Transcatheter mitral-valve repair in patients with heart failure
New England Journal of Medicine Sep 28, 2018
Stone GW, et al. - Authors evaluated the impact of transcatheter mitral-valve repair on the clinical outcomes of patients with heart failure who have mitral regurgitation due to left ventricular dysfunction. Lower rate of hospitalization for heart failure and lower all-cause mortality within 24 months of follow-up resulted from transcatheter mitral-valve repair vs medical therapy alone among patients with heart failure and moderate-to-severe or severe secondary mitral regurgitation who were symptomatic even after the use of maximal doses of guideline-directed medical therapy. A prespecified safety threshold was surpassed by the rate of freedom from device-related complications.
Methods
- Patients with heart failure and moderate-to-severe or severe secondary mitral regurgitation who remained symptomatic despite the use of maximal doses of guideline-directed medical therapy were enrolled at 78 sites in the US and Canada.
- Experts randomized patients to transcatheter mitral-valve repair plus medical therapy (device group) or medical therapy alone (control group).
- All hospitalizations for heart failure within 24 months of follow-up was the primary effectiveness end point.
- Freedom from device-related complications at 12 months was the primary safety end point; they compared the rate for this end point with a prespecified objective performance goal of 88%.
Results
- Out of the 614 patients enrolled in the trial, 302 were assigned to the device group and 312 to the control group.
- Compared with 67.9% per patient-year in the control group, the annualized rate of all hospitalizations for heart failure within 24 months was 35.8% per patient-year in the device group (hazard ratio, 0.53; 95% confidence interval [CI], 0.40 to 0.70; P < 0.001).
- At 12 months, the rate of freedom from device-related complications was 96.6% (lower 95% confidence limit, 94.8%; P < 0.001 for comparison with the performance goal).
- In the device group, death from any cause within 24 months occurred in 29.1% of patients vs 46.1% in the control group (hazard ratio, 0.62; 95% CI, 0.46 to 0.82; P< 0.001).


### About this task:
The entries that follow need to be returned without any alteration.

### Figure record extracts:

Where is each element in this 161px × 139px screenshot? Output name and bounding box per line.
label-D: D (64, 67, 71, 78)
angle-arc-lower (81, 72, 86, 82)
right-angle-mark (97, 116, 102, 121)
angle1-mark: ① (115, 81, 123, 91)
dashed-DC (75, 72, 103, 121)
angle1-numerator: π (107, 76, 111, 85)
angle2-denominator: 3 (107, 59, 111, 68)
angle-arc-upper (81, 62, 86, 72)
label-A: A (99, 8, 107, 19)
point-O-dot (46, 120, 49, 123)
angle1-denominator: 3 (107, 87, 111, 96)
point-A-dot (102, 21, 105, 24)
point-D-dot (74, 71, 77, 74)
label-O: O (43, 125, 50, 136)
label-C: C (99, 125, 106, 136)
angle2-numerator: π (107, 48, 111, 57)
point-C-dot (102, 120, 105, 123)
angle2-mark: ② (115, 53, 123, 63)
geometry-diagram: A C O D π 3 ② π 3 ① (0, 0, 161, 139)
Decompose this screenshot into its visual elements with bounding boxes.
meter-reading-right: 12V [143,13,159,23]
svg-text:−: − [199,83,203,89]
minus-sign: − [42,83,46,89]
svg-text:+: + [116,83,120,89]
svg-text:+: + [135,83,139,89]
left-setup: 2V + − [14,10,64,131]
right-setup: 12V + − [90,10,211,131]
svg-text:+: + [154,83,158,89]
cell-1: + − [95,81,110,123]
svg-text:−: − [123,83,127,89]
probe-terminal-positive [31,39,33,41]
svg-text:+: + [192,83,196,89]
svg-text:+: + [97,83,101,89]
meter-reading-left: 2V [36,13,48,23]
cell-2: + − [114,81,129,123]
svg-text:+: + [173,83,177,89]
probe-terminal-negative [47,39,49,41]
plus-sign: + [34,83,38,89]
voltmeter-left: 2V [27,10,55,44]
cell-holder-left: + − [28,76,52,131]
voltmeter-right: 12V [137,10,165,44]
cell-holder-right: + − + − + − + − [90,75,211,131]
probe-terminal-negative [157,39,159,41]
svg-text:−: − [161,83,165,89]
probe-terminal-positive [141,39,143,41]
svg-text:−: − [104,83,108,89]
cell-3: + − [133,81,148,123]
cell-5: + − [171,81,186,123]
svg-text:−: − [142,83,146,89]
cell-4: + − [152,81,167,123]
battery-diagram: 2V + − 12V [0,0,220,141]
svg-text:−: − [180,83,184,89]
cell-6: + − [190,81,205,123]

### Solved exercise:
Where is each element in this 161px × 139px screenshot? Output name and bounding box per line.
label-D: D (64, 67, 71, 78)
angle-arc-lower (81, 72, 86, 82)
right-angle-mark (97, 116, 102, 121)
angle1-mark: ① (115, 81, 123, 91)
dashed-DC (75, 72, 103, 121)
angle1-numerator: π (107, 76, 111, 85)
angle2-denominator: 3 (107, 59, 111, 68)
angle-arc-upper (81, 62, 86, 72)
label-A: A (99, 8, 107, 19)
point-O-dot (46, 120, 49, 123)
angle1-denominator: 3 (107, 87, 111, 96)
point-A-dot (102, 21, 105, 24)
point-D-dot (74, 71, 77, 74)
label-O: O (43, 125, 50, 136)
label-C: C (99, 125, 106, 136)
angle2-numerator: π (107, 48, 111, 57)
point-C-dot (102, 120, 105, 123)
angle2-mark: ② (115, 53, 123, 63)
geometry-diagram: A C O D π 3 ② π 3 ① (0, 0, 161, 139)
Decompose this screenshot into its visual elements with bounding boxes.
meter-reading-right: 12V [143,13,159,23]
svg-text:−: − [199,83,203,89]
minus-sign: − [42,83,46,89]
svg-text:+: + [116,83,120,89]
svg-text:+: + [135,83,139,89]
left-setup: 2V + − [14,10,64,131]
right-setup: 12V + − [90,10,211,131]
svg-text:+: + [154,83,158,89]
cell-1: + − [95,81,110,123]
svg-text:−: − [123,83,127,89]
probe-terminal-positive [31,39,33,41]
svg-text:+: + [192,83,196,89]
svg-text:+: + [97,83,101,89]
meter-reading-left: 2V [36,13,48,23]
cell-2: + − [114,81,129,123]
svg-text:+: + [173,83,177,89]
probe-terminal-negative [47,39,49,41]
plus-sign: + [34,83,38,89]
voltmeter-left: 2V [27,10,55,44]
cell-holder-left: + − [28,76,52,131]
voltmeter-right: 12V [137,10,165,44]
cell-holder-right: + − + − + − + − [90,75,211,131]
probe-terminal-negative [157,39,159,41]
svg-text:−: − [161,83,165,89]
probe-terminal-positive [141,39,143,41]
svg-text:−: − [104,83,108,89]
cell-3: + − [133,81,148,123]
cell-5: + − [171,81,186,123]
svg-text:−: − [142,83,146,89]
cell-4: + − [152,81,167,123]
battery-diagram: 2V + − 12V [0,0,220,141]
svg-text:−: − [180,83,184,89]
cell-6: + − [190,81,205,123]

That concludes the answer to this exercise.